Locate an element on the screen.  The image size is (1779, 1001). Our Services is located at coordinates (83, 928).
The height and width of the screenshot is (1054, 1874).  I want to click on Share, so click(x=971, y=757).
-=-=-
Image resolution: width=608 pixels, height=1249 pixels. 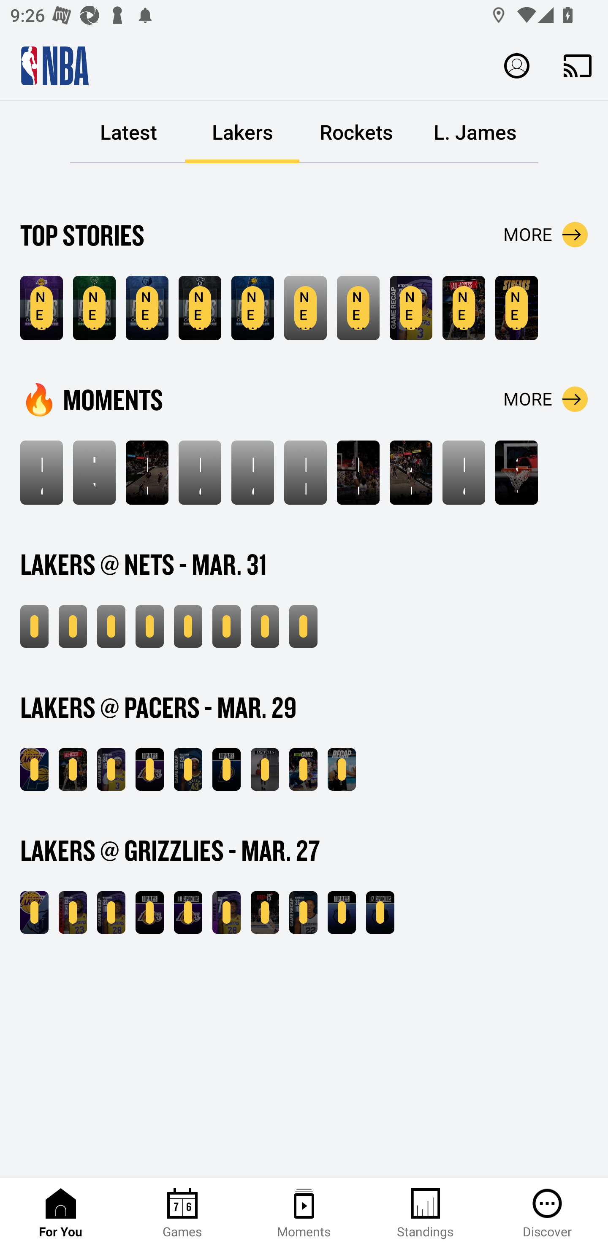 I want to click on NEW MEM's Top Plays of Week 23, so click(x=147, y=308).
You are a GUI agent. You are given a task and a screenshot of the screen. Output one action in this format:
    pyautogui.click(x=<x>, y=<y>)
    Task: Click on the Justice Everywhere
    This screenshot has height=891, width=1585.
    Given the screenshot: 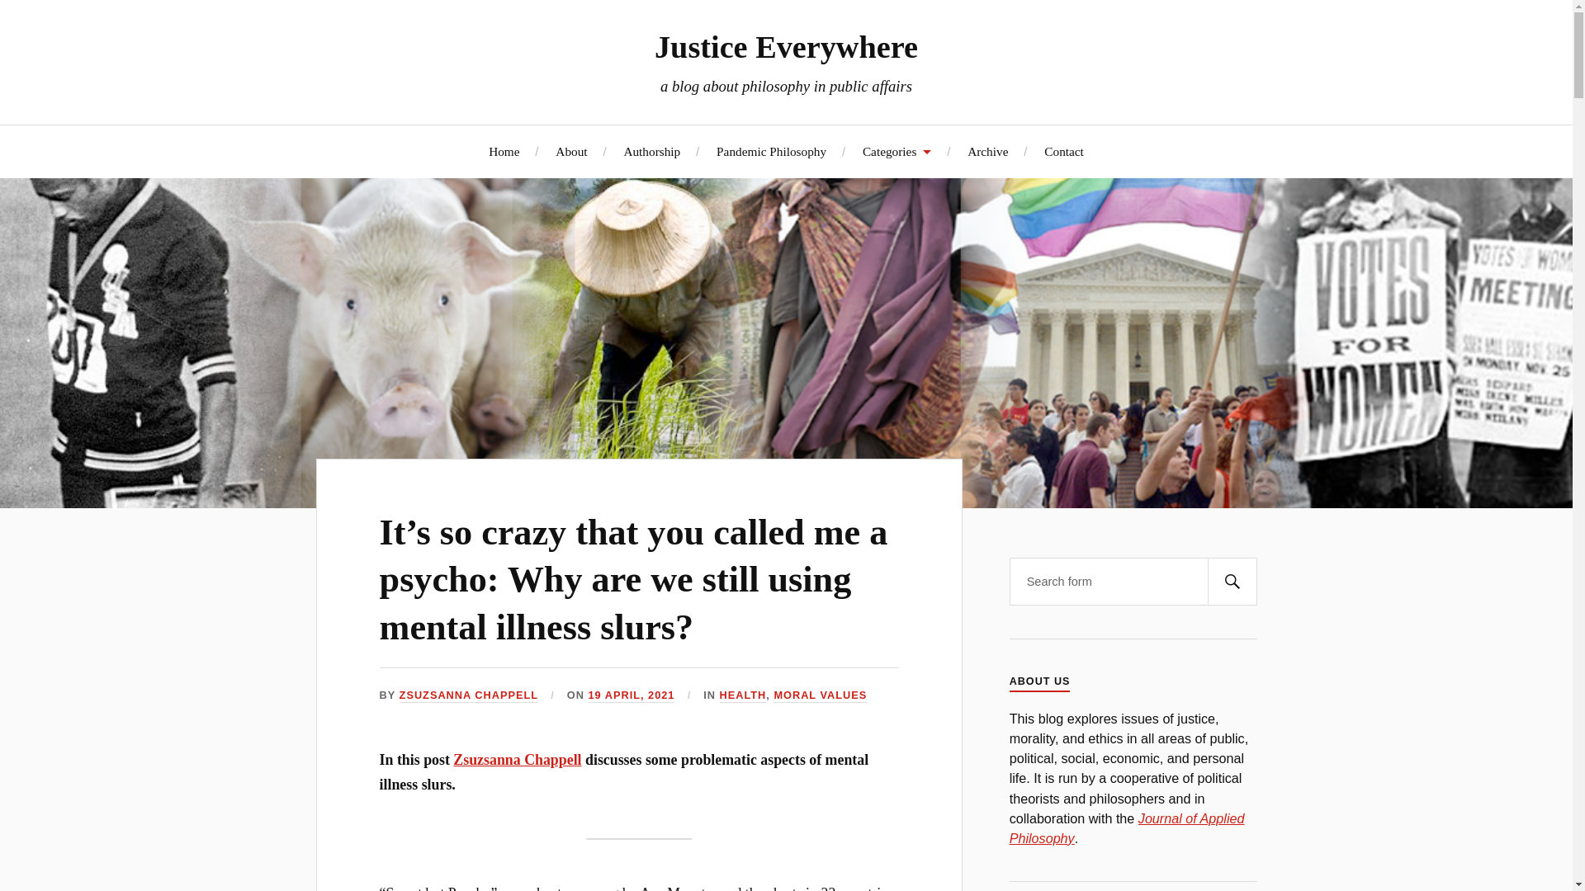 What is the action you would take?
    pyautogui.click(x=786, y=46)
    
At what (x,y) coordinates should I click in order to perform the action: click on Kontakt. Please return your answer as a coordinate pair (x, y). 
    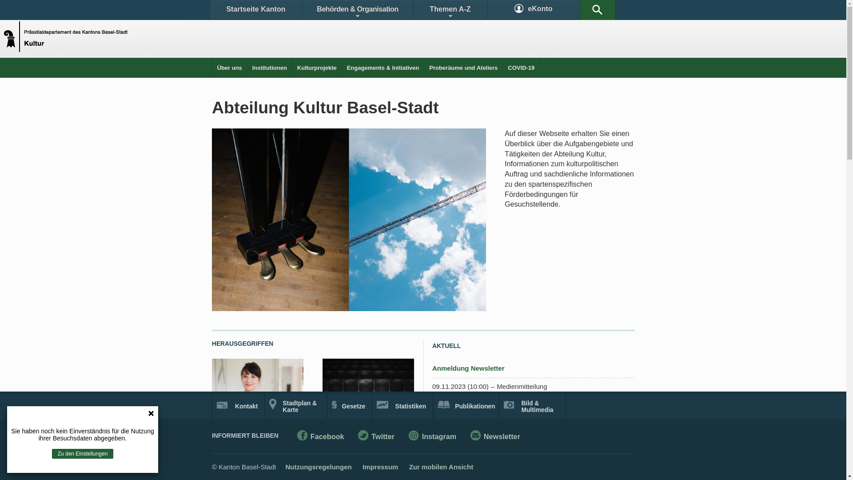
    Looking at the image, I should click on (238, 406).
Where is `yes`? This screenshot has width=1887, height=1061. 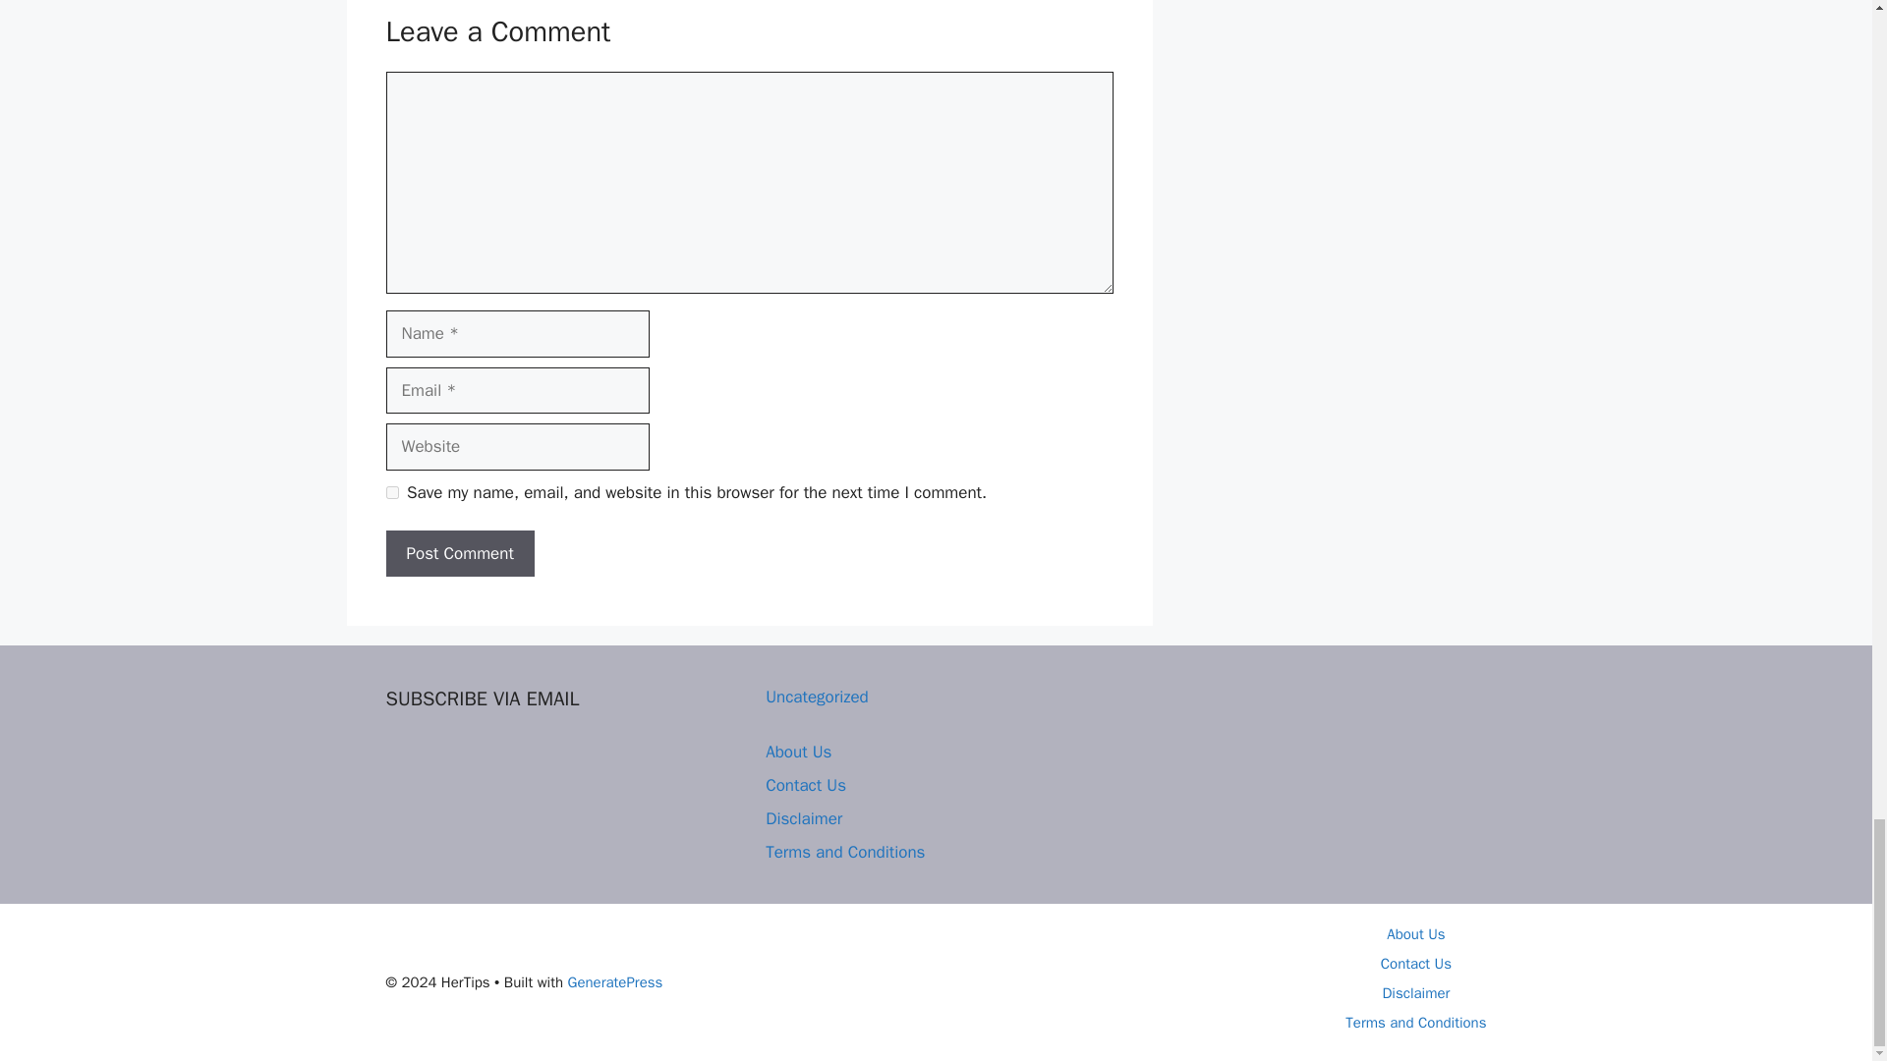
-=-=-
▸ **Activity**:
Beginning with the line above that contains "Locate an element", copy each line exactly up to and including the line that contains "The height and", and go no further.

▸ **Exercise response**:
Locate an element on the screen.  The image size is (1779, 1001). Our Services is located at coordinates (83, 928).
The height and width of the screenshot is (1054, 1874).  I want to click on Share, so click(x=971, y=757).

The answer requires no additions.